There is not a textual basis for the flood being "global" as opposed to local. All such bases are the result of two misconceptions:
Thinking that because, in English, the word "earth" means both soil, and planet earth, that the Hebrew word "eretz" must have the same two meanings. The Hebrew word "eretz" just means "land", as there was not a single word, let alone a conception of "planet earth" at the time Genesis was written. Thus it is always risky to translate eretz as "earth" if there is a risk that english readers will think the word is referring to "planet earth" rather than to "land".
Thinking that quantifiers in the narrative texts of Hebrew are to be understood in scientific terms rather than narrative terms. That is a Hellenistic view of the world that is not appropriate to superimpose on pre-Hellenistic texts. E.g. when I say "I threw a party and everyone came", that is a narrative statement where "everyone" is understood to quantify over all the social people in my life that could come to such a party, or all the people previously mentioned in the narrative. It does not quantify over all people on earth, or all people past, present, and future, or all sentient beings in the universe, etc. All narratives have a certain stage. In that stage, "land" refers to the land of the stage. "heavens" refer to the sky above the stage. The stars are viewed as lights illuminating that stage. "All the nations" are nations that come into play in that narrative. Etc.
In short, quantification has to be interpreted as over a specific narrative setting, which is not going to be "planet earth" as there was no notion of "planet earth" at that time.
For example, look at the famine of Joseph, which uses very similar language to Noah's flood:
Gen 41.56-57:
And the famine was over all the face of the earth [kol pene ha eretz]: And Joseph opened
all the storehouses, and sold unto the Egyptians; and the famine waxed
sore in the land of Egypt. And all countries [kol ha eretz] came into Egypt to Joseph
for to buy corn; because that the famine was so sore in all lands [kol ha eretz].
So we have three uses of the quantifier Kol ("all") and three uses of eretz ("land") yet the action is only taking place in Egypt and Canaan. But that is the stage of the story of Joseph and his family, which is the account being described here. It is not true that all countries on the planet came to Egypt, or that there was a famine on the entire planet earth.
And we don't need to establish some creation institute to argue that representatives from Central America, Native Americans, and Japanese visited Egypt to buy bread, because we understand that "all the land" and "all the countries" refers to Egypt and its environs, not to the planet earth.
Yet for some reason when it comes to the flood, suddenly everything has to be interpreted in Hellenistic terms and now every single country does need to come into play and a lot people spend a great deal of effort on "proving" Noah's flood but very few seem to be bothered by proving Joseph's famine.
Now I'm not saying that this proves Noah's flood was local. Only that there is no textual proof the flood was global simply because there are no universal quantifiers in the language of Genesis. All quantifiers are relative to a certain stage on which the action was happening.
This also includes the creation account, e.g. God is credited with creating "the sky and the land". He is not credited with creating a planet, per se. The directions of creation as described are vertical -- above and below. Not horizontal. All the action is happening from a certain stage, and all the quantifiers need to be understood with respect to (or from the point of view of) that stage. Much (but not all) of the difficulties people face when trying to reconcile Genesis with modern science is due to their attempts to treat Genesis as a scientific book rather than a collection of narratives, with quantifiers appropriately scoped to each account.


Exercise directions:
Pull out every line below that contains the word "icon".

Excerpts from a figure dataset:
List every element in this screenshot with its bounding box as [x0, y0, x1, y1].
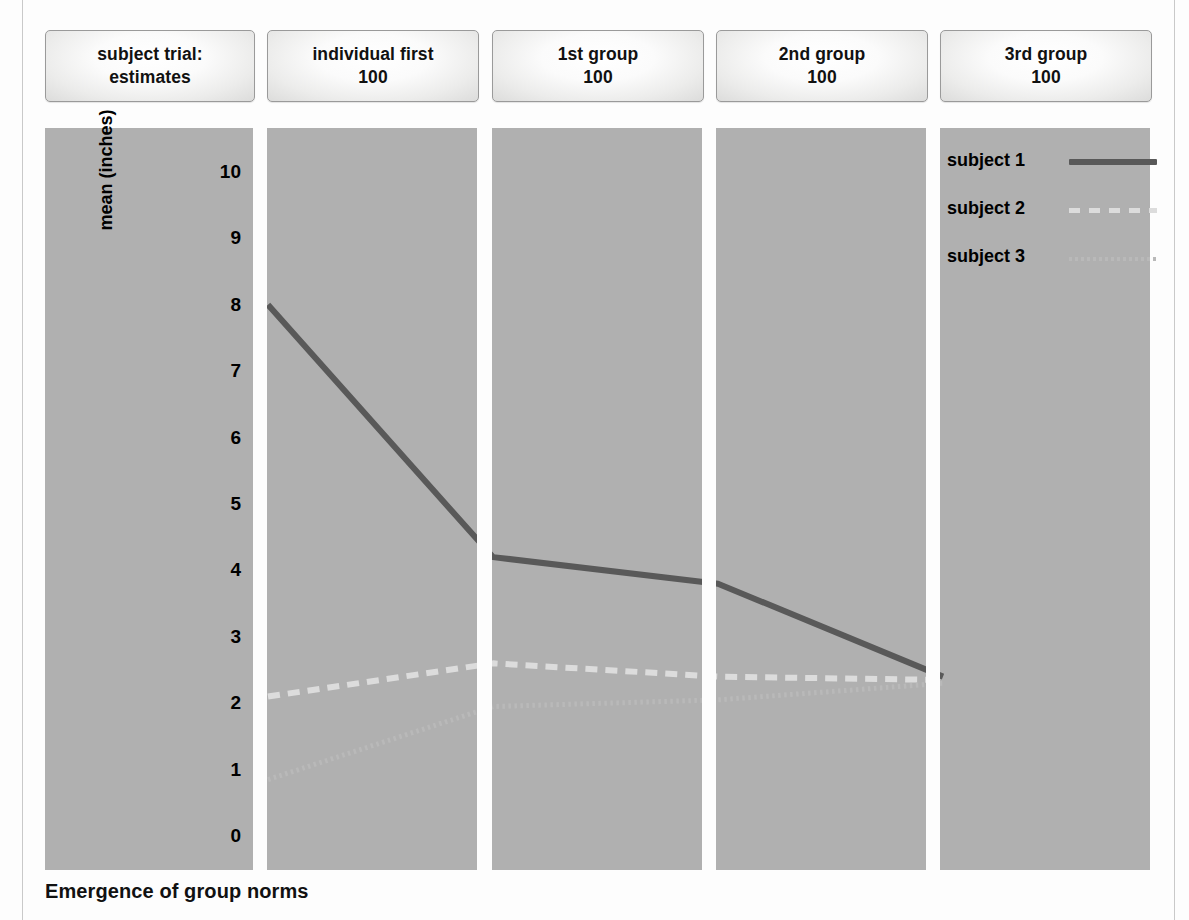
legend-entry-subject-3[interactable]: subject 3	[947, 246, 1162, 294]
legend-swatch-dashed-icon	[1069, 208, 1157, 213]
legend: subject 1 subject 2 subject 3	[947, 150, 1162, 294]
legend-entry-subject-1[interactable]: subject 1	[947, 150, 1162, 198]
y-tick-label-2: 2	[195, 692, 241, 714]
panel-2nd-group	[716, 128, 926, 870]
y-tick-label-5: 5	[195, 493, 241, 515]
y-tick-label-1: 1	[195, 759, 241, 781]
figure-caption: Emergence of group norms	[45, 880, 309, 903]
y-axis-title: mean (inches)	[96, 40, 117, 300]
y-tick-label-10: 10	[195, 161, 241, 183]
panel-1st-group	[492, 128, 702, 870]
legend-swatch-dotted-icon	[1069, 257, 1157, 261]
legend-swatch-solid-icon	[1069, 159, 1157, 165]
y-tick-label-8: 8	[195, 294, 241, 316]
y-tick-label-9: 9	[195, 227, 241, 249]
plot-panels: 109876543210 mean (inches)	[0, 0, 1189, 920]
legend-label: subject 1	[947, 150, 1025, 171]
legend-entry-subject-2[interactable]: subject 2	[947, 198, 1162, 246]
figure-container: subject trial: estimates individual firs…	[0, 0, 1189, 920]
y-tick-label-6: 6	[195, 427, 241, 449]
y-tick-label-4: 4	[195, 559, 241, 581]
legend-label: subject 2	[947, 198, 1025, 219]
y-tick-label-7: 7	[195, 360, 241, 382]
panel-individual-first	[267, 128, 477, 870]
legend-label: subject 3	[947, 246, 1025, 267]
y-tick-label-3: 3	[195, 626, 241, 648]
y-tick-label-0: 0	[195, 825, 241, 847]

Exercise response:
legend-swatch-dashed-icon	[1069, 208, 1157, 213]
legend-swatch-dotted-icon	[1069, 257, 1157, 261]
legend-swatch-solid-icon	[1069, 159, 1157, 165]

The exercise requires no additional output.